A Canadian astronomy professor turned one of his pandemic projects into a book.
Harvey Richer, a stellar astrophysicist and professor at the University of British Columbia, studies how star systems evolve, along with the properties of dark matter.
But in a side job that also requires attention to detail, Richer has a passion for numismatics — otherwise known as coin collecting.
“I’ve been a coin collector all my life, since my brother and I found a big, large one of Queen Victoria in a field near our house in Montreal,” said Richer in an interview with SkyNews.
Richer, who has been an astronomer for decades and is now semi-retired, transformed his numismatics work into a new book called 100 Greatest Canadian Coins and Tokens. He said the book features a few rarities in Canada, such as the gold coins of Newfoundland that were popular for a few decades in the 1800s.
For his students, he emphasized there are several cross-disciplinary skills that numismatics attract from astronomy, and that the first ingredient has to be curiosity — whether it is for a scientific project or writing a book.
“When you do astronomical research, you have an idea. And if you’re an observer and observational astronomer, which I am, you write a proposal for telescope time on some telescope, right? Then if you’re lucky, you get the time,” said Richer.
Determination and patience, he said, were key to helping him finish his book five years after the initial pitch.
Richer is now looking at fresh images from the James Webb Space Telescope, which launched in December 2021 and began operations in the summer of 2022. Webb took the better part of decades to launch, but now has a fresh set of eyes in the universe in deep space to assist in Richer’s work in assessing stellar populations.
As a Canadian, Richer is in a country with guaranteed observing time, thanks to the Canadian Space Agency’s instrument contributions to Webb, allowing for more opportunities for people in Canada to do science — although they still must submit their ideas in a competitive process.
Richer said the Webb images will take several months to analyze, but the examinations focus on globular clusters — star groups roughly 12 billion years or so old, close to the Universe’s overall potential age of 13.7 billion years. His team wants to find evidence of white dwarfs — the shell of burned-out stars — heating up planetary systems nearby. If the planets are available, they should glow in the infrared and be visible in Webb’s sharp vision.
“We’re looking for these discs, which are evidence of planetary systems that occurred around these stars that are 12 billion years old,” said Richer. “If we find them, it would be argued that discs for planetary systems are formed in the very early history of the universe.”
Imagery is important to show us things, he notes, whether that imagery is related to distant stars or old coins.
The images in his book seek to tell the history of Canada from the perspective of coins, in much the same way that stars can tell us about the history of the universe.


** Required action **
Your answer must be every line of the data that holds the string "woman".

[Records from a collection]
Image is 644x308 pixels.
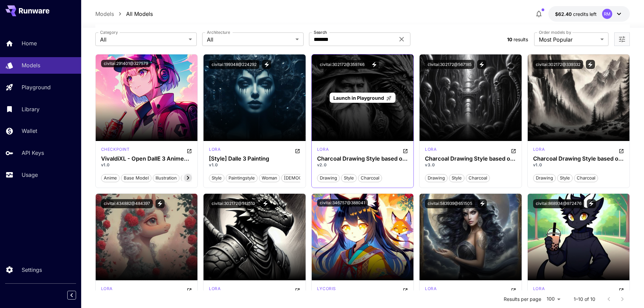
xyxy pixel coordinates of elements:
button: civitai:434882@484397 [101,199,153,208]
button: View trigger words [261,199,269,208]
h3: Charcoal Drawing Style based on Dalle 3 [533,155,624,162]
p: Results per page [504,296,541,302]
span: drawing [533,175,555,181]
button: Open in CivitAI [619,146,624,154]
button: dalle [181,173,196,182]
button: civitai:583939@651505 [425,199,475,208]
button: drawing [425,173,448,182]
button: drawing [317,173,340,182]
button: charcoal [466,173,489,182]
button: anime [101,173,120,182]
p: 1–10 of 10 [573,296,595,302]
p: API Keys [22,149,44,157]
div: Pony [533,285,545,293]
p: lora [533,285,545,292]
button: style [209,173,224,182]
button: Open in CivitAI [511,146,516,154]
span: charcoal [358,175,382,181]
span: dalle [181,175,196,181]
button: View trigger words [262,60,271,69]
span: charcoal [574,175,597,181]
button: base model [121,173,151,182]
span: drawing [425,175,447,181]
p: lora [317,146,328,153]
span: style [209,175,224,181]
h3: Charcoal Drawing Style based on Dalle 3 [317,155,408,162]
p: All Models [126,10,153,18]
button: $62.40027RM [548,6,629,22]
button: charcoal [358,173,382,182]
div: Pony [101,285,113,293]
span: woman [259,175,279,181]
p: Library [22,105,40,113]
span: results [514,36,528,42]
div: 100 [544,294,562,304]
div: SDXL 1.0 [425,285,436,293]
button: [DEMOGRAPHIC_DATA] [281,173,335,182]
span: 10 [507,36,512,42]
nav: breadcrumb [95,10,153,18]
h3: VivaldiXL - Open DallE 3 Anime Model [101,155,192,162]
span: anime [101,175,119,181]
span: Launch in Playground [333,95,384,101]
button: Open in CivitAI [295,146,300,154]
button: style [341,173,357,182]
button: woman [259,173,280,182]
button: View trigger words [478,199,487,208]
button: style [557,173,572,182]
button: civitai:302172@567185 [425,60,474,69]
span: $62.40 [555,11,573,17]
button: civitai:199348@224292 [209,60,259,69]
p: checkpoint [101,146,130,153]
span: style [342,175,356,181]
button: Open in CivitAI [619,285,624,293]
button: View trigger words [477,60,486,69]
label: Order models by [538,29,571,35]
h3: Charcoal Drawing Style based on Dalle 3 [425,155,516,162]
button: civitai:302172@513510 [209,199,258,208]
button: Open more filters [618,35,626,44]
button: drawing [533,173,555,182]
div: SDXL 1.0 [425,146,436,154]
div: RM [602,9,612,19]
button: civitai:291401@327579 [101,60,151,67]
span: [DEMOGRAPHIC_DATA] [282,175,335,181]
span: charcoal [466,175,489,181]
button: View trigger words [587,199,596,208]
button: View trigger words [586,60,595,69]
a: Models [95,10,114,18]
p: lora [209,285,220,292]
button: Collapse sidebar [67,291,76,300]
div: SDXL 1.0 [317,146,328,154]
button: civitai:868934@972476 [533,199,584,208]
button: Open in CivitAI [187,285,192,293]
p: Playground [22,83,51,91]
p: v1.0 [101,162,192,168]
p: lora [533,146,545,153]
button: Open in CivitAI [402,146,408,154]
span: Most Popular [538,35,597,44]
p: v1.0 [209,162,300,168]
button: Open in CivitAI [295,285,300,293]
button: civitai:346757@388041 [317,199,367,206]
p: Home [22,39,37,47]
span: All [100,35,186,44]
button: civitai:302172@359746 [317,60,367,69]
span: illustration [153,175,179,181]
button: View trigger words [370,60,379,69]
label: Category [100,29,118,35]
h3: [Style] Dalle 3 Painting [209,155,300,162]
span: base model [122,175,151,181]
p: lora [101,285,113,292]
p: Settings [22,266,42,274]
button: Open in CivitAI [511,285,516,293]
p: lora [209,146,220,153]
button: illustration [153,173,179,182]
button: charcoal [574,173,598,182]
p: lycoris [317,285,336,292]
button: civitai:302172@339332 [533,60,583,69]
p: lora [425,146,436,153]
...
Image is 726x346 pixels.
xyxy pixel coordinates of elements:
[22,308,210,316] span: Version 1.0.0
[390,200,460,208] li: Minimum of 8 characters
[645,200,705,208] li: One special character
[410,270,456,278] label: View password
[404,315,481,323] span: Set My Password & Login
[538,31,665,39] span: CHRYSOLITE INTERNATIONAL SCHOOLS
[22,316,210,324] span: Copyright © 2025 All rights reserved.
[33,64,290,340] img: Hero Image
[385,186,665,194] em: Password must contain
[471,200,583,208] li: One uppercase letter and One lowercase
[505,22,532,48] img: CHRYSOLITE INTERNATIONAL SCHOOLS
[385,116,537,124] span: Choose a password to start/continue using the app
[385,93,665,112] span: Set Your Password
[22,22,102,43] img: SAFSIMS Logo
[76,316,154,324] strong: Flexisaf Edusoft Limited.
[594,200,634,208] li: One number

** Output below **
span: woman [259,175,279,181]
button: woman [259,173,280,182]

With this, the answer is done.